Knapp Castle is the ruined former mountain estate of Union Carbide executive George Owen Knapp. Knapp was one of the first citizens to open up the mountains behind Santa Barbara, California for motor vehicle use. George Owen Knapp was born in 1855 in Hatfield, Massachusetts. Knapp graduated from Rensselaer Polytechnic Institute of New York in 1876 with a degree in engineering. After Graduation he went to work at Peoples Gas, Light, and Coke in Chicago, eventually becoming president before moving on to the Union Carbide board of directors. During his 25 years at Union Carbide, Knapp became very wealthy, and after retiring he moved to Santa Barbara.

When Knapp reached Santa Barbara, it was still a small town surrounded by the vast Santa Ynez Mountains, and connected with the Santa Ynez Valley by a few small horse trails. Knapp was one of the few people that weren't satisfied by this, and in 1916 spent about five million dollars to help build a road along the ridgeline; it was then that Knapp fell in love with the view and scenery at the top of the hills. This was important, because from 1916 until 1920, Knapp began to buy up land - enough land to build four "lodges": one by Wind Cave, another by Refugio Pass, a third in the upper Santa Ynez drainage, and finally the "castle" above Painted Cave. The Castle was started in 1916 after Knapp purchased 160 acres near the Laurel Springs Ranch.

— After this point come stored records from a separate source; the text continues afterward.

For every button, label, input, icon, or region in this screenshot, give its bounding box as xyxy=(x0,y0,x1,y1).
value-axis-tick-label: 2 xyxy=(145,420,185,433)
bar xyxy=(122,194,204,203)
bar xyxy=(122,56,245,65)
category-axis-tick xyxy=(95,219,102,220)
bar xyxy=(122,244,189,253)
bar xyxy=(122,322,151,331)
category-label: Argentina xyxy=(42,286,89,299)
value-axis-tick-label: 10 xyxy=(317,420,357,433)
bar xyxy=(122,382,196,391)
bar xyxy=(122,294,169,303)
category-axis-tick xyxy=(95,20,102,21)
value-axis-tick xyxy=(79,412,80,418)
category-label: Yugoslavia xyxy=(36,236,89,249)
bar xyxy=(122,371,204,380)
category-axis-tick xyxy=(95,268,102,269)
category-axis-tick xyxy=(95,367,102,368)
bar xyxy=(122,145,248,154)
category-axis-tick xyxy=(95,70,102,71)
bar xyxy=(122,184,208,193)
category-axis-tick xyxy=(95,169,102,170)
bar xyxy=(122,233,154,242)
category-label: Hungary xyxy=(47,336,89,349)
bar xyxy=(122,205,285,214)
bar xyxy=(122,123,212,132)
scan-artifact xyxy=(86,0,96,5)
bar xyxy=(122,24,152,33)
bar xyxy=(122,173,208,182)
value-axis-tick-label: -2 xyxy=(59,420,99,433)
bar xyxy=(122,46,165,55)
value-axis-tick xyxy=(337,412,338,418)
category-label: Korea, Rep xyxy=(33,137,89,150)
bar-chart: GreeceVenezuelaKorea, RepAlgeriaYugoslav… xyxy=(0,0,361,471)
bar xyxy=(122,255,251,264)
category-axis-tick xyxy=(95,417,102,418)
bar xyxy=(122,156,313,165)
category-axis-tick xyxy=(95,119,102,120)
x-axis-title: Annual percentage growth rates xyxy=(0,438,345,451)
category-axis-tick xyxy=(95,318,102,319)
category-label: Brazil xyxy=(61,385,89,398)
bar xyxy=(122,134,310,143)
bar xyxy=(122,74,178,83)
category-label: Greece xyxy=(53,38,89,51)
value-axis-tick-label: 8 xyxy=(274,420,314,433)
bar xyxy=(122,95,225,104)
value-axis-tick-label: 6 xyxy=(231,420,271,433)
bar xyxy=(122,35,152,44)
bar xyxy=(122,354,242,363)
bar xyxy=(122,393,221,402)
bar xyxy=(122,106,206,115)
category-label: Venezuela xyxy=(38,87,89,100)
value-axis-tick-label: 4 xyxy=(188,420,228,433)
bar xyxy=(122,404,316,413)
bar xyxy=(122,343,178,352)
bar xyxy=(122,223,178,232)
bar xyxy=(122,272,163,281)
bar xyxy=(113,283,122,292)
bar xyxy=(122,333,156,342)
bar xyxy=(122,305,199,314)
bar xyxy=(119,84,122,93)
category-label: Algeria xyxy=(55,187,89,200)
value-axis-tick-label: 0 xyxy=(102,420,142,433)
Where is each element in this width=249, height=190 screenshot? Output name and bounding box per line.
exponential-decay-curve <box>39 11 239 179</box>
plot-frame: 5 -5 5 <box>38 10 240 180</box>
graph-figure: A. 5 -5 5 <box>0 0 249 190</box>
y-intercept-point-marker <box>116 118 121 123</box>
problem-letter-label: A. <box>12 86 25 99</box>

Knapp wanted, in his words, "to make the tract a private mountain lodge that in natural beauty and grandeur will have few to equal it on the American continent." Knapp's new castle had seven buildings in all, carved from thick sandstone blocks. The main house had five bedrooms, a large hallway, dining room, observatory, and a room built for Knapp's other love - his pipe organ. More than twenty men were employed over the course of construction of the lodge, which wasn't finished until 1920. In addition to the main house, Knapp built a studio next to it, a workman's cottage below, a dormitory that housed six servants, and a superintendent's house in the hollow by the lower road.

Soon after Knapp finished his dream house, he discovered a series of cascades in his lower canyon to the east of the lodge, known as Lewis Falls. There he installed lighting to illuminate the falls and built a bathhouse. He even had organ music piped down from the main house.

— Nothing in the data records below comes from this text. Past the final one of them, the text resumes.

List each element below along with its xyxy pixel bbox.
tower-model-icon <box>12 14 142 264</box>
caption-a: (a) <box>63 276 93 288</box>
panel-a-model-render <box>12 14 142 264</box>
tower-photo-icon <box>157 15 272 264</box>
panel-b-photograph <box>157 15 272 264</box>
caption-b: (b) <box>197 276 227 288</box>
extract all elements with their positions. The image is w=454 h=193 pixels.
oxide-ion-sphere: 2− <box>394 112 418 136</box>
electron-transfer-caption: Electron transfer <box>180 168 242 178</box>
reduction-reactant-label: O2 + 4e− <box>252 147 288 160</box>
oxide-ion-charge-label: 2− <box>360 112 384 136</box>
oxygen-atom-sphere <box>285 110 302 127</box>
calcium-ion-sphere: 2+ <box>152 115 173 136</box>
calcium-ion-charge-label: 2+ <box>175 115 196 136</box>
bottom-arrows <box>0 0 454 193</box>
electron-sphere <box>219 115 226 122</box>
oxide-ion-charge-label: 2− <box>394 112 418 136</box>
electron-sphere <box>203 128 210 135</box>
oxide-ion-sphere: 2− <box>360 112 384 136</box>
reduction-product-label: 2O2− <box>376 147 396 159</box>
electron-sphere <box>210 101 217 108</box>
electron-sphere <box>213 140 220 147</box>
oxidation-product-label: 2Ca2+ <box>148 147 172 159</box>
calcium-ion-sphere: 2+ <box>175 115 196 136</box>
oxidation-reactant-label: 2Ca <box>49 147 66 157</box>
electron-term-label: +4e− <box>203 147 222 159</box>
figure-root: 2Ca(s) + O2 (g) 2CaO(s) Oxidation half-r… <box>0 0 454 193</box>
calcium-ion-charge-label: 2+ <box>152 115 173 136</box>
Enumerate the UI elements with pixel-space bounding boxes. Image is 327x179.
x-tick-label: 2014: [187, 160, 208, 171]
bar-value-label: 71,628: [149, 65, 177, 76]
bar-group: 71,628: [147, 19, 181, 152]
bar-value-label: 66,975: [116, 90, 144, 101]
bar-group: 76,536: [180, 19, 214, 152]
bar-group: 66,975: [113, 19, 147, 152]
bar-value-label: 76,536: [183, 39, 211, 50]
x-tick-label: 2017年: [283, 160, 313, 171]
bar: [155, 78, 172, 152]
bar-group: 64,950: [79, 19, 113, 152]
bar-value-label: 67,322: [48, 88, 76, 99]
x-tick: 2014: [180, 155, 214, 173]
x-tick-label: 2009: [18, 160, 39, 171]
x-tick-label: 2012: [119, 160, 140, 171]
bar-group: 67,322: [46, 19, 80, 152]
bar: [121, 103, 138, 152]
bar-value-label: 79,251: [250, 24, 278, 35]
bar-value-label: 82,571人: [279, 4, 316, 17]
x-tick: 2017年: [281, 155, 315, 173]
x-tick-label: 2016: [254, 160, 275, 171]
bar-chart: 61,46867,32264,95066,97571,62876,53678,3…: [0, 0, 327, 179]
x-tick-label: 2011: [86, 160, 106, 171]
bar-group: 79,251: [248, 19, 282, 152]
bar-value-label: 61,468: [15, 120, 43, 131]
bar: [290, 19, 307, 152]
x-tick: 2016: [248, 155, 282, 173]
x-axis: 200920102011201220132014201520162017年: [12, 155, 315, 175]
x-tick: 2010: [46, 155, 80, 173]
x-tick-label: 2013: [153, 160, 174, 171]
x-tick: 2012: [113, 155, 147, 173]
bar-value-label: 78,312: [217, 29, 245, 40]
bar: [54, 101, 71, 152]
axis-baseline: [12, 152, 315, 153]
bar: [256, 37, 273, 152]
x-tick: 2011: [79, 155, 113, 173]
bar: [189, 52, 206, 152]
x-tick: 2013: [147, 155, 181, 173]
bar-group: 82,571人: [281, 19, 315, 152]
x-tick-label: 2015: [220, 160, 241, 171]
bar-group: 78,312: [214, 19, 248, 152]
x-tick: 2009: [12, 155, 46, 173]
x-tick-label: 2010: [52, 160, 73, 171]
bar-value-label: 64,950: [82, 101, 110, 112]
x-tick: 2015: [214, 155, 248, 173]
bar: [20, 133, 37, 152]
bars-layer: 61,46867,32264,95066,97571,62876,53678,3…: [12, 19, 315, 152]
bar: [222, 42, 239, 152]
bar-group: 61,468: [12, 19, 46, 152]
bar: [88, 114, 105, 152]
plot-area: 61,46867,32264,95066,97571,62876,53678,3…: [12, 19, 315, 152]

The organ music was provided by resident organist Dion Kennedy. Occasionally concerts were held at the hilltop castle, with musicians that included Kennedy and other musicians of local and national repute, including Bruno Walter and Otto Klemperer.

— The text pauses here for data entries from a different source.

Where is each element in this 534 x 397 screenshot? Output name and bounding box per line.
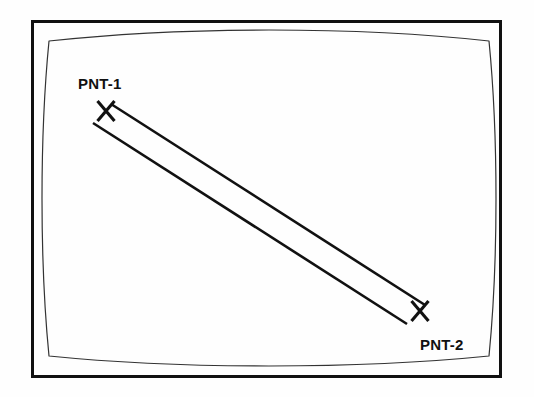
diagram-svg: PNT-1 PNT-2 [0,0,534,397]
label-pnt-2: PNT-2 [420,336,464,353]
diagram-canvas: PNT-1 PNT-2 [0,0,534,397]
label-pnt-1: PNT-1 [78,75,122,92]
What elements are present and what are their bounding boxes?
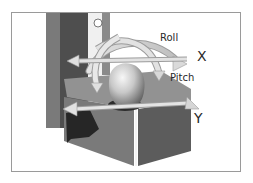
sphere bbox=[109, 63, 145, 108]
post-hole bbox=[94, 19, 102, 27]
x-axis-label: X bbox=[197, 48, 207, 64]
pitch-label: Pitch bbox=[170, 72, 194, 83]
roll-pitch-diagram: Roll X Pitch Y bbox=[12, 13, 241, 172]
diagram-frame: Roll X Pitch Y bbox=[11, 12, 241, 172]
y-axis-label: Y bbox=[193, 110, 203, 126]
roll-label: Roll bbox=[160, 32, 178, 43]
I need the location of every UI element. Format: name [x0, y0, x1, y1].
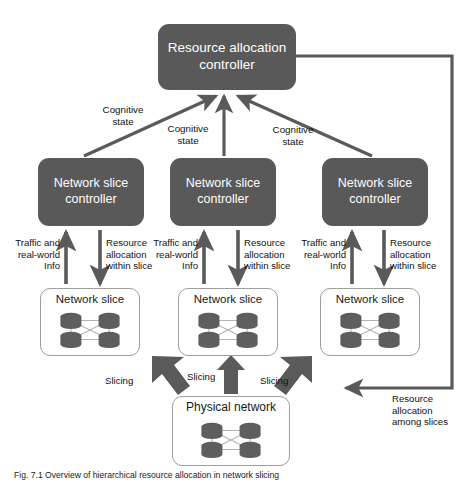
network-slice-1[interactable]: Network slice [40, 288, 140, 356]
nsc-1-label-line2: controller [54, 192, 128, 208]
physical-network[interactable]: Physical network [172, 396, 290, 466]
network-slice-3-label: Network slice [321, 293, 419, 306]
edge-label-slicing-1: Slicing [105, 375, 133, 387]
network-slice-1-label: Network slice [41, 293, 139, 306]
nsc-1-label-line1: Network slice [54, 176, 128, 192]
edge-label-traffic-info-2: Traffic and real-world Info [142, 237, 198, 272]
network-slice-controller-3[interactable]: Network slice controller [322, 158, 428, 226]
rac-label-line2: controller [168, 57, 287, 74]
slice-2-arrows [204, 230, 238, 284]
resource-allocation-controller[interactable]: Resource allocation controller [158, 24, 296, 90]
edge-label-traffic-info-1: Traffic and real-world Info [6, 237, 60, 272]
edge-label-slicing-3: Slicing [260, 375, 288, 387]
edge-label-resource-among-slices: Resource allocation among slices [392, 393, 466, 428]
edge-label-slicing-2: Slicing [187, 371, 215, 383]
network-slice-3-topology [321, 308, 419, 350]
network-slice-3[interactable]: Network slice [320, 288, 420, 356]
nsc-3-label-line1: Network slice [338, 176, 412, 192]
edge-label-traffic-info-3: Traffic and real-world Info [290, 237, 346, 272]
network-slice-controller-1[interactable]: Network slice controller [38, 158, 144, 226]
nsc-2-label-line2: controller [186, 192, 260, 208]
figure-canvas: Resource allocation controller Network s… [0, 0, 476, 486]
slice-3-arrows [352, 230, 384, 284]
nsc-2-label-line1: Network slice [186, 176, 260, 192]
edge-label-cognitive-state-1: Cognitive state [92, 104, 154, 128]
network-slice-controller-2[interactable]: Network slice controller [170, 158, 276, 226]
physical-network-label: Physical network [173, 401, 289, 414]
edge-label-cognitive-state-2: Cognitive state [157, 123, 219, 147]
network-slice-2-label: Network slice [179, 293, 277, 306]
rac-label-line1: Resource allocation [168, 40, 287, 57]
slice-1-arrows [66, 230, 100, 284]
figure-caption: Fig. 7.1 Overview of hierarchical resour… [14, 470, 454, 481]
network-slice-2[interactable]: Network slice [178, 288, 278, 356]
physical-network-topology [173, 418, 289, 460]
network-slice-1-topology [41, 308, 139, 350]
nsc-3-label-line2: controller [338, 192, 412, 208]
network-slice-2-topology [179, 308, 277, 350]
edge-label-cognitive-state-3: Cognitive state [262, 124, 324, 148]
edge-label-resource-within-slice-3: Resource allocation within slice [390, 237, 448, 272]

Today all that remains of the castle are a few stone ruins and some stone chimneys rising into the sky. In 1940, Ms. Francis Holden purchased the property, and just five weeks later it burned to the ground in the Paradise Fire. As the house burned, a close friend of Ms. Holden painted the scene until she was forced to evacuate by the Forest Service. Ms. Holden was only able to throw a few things into a bed sheet and abandon the house. Later, when her chauffeur went back to retrieve more, he made it past the road block and to the top of a hill just in time to see the house being engulfed in flames. Five days later only the observatory remained; the castle was never rebuilt because the cost was far too great. The Coyote Fire claimed the observatory in 1964, and with that the last stronghold of Knapp's beautiful American castle finally faded.

Fortunately, the beauty that Knapp saw in the site still remains, perhaps made even more beautiful by the graceful stone ruins of the house. You can stand in the center of the octagon-shaped footprint of the observatory, and view the scene that Knapp must have seen as he rose over he crest to his newly purchased property nearly a century ago.

To visit the ruins, drive up Highway 154 and turn right on East Camino Cielo. Continue for two miles (one mile past Painted Cave Road) to a prominent saddle with a locked Forest Service gate. Park there and hike the half-mile down to the driveway of the castle. At one curve, the silhouette of Knapp's Lodge comes into view.

This place is simply amazing; I have been there many times. Once at sunrise watching the world awaken as the mists burned off, the sight sent shivers down my spine. I'd be happy to help any noders who visit Santa Barbara help find if they don't think my directions are adequate.